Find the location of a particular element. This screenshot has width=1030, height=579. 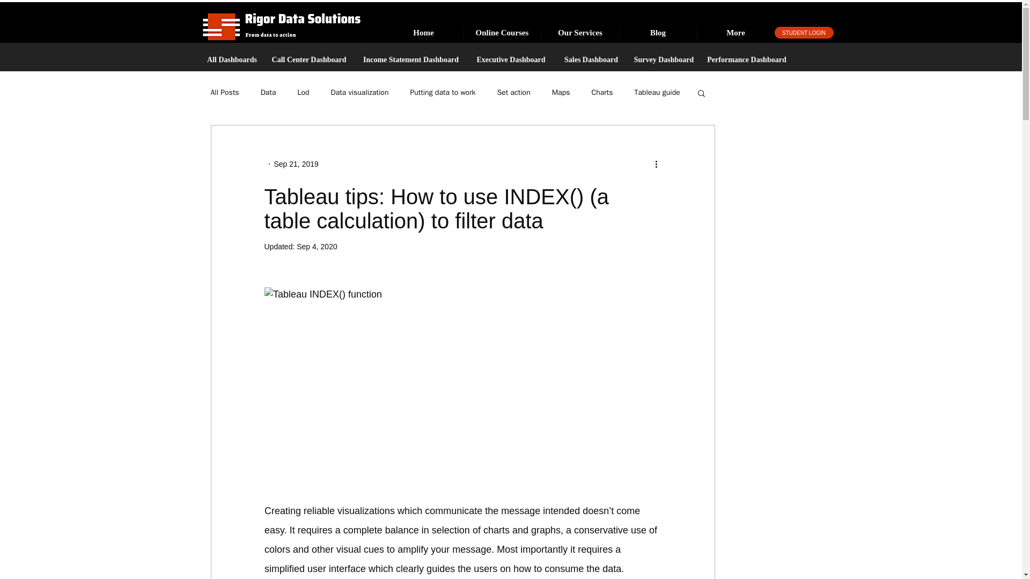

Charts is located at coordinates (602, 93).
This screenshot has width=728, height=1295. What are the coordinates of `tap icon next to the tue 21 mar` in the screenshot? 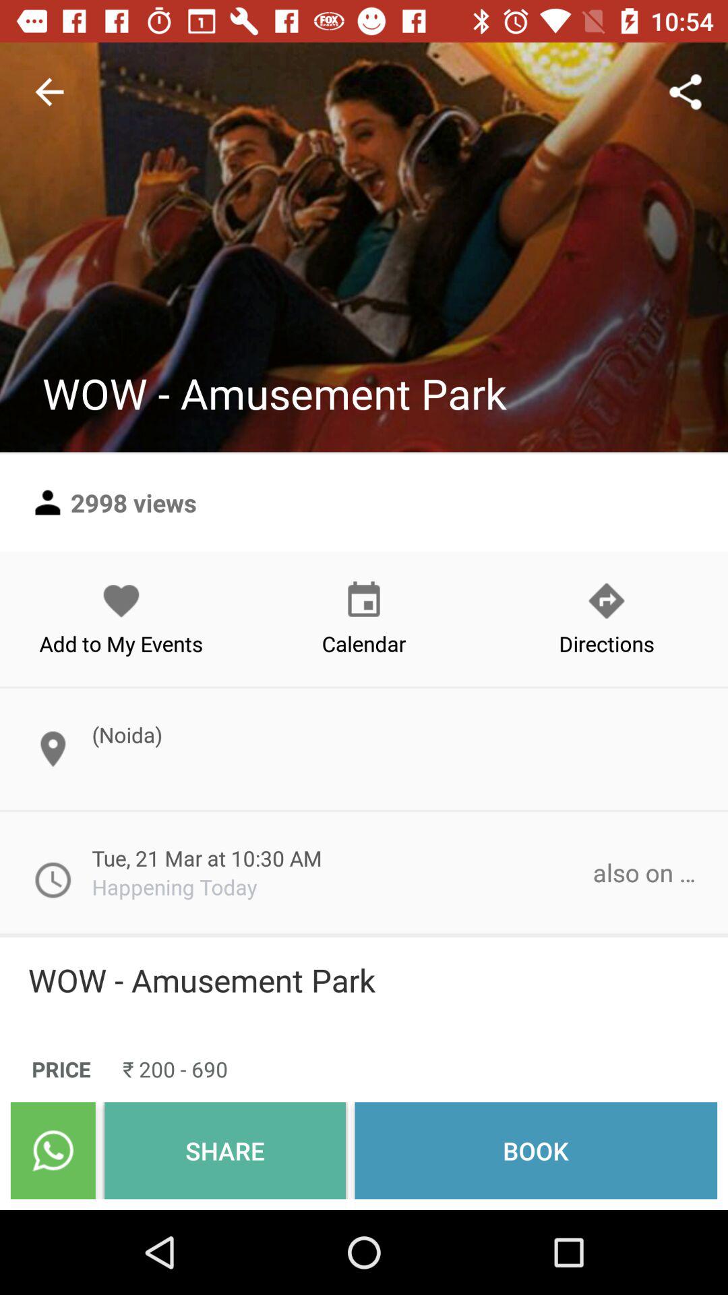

* * *

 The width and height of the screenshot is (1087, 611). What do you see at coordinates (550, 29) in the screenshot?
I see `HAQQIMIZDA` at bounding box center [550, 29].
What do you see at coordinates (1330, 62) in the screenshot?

YOUR ASSIGNMENT: Among the entries above, take the lines from the one with "Find the location" through the one with "This screenshot has width=728, height=1295." and retype them exactly, leaving out the pictures.

TASK SOLUTION:
Find the location of a particular element. This screenshot has width=1030, height=579. 

Charts is located at coordinates (602, 93).
This screenshot has width=728, height=1295. What are the coordinates of `tap icon next to the tue 21 mar` in the screenshot? 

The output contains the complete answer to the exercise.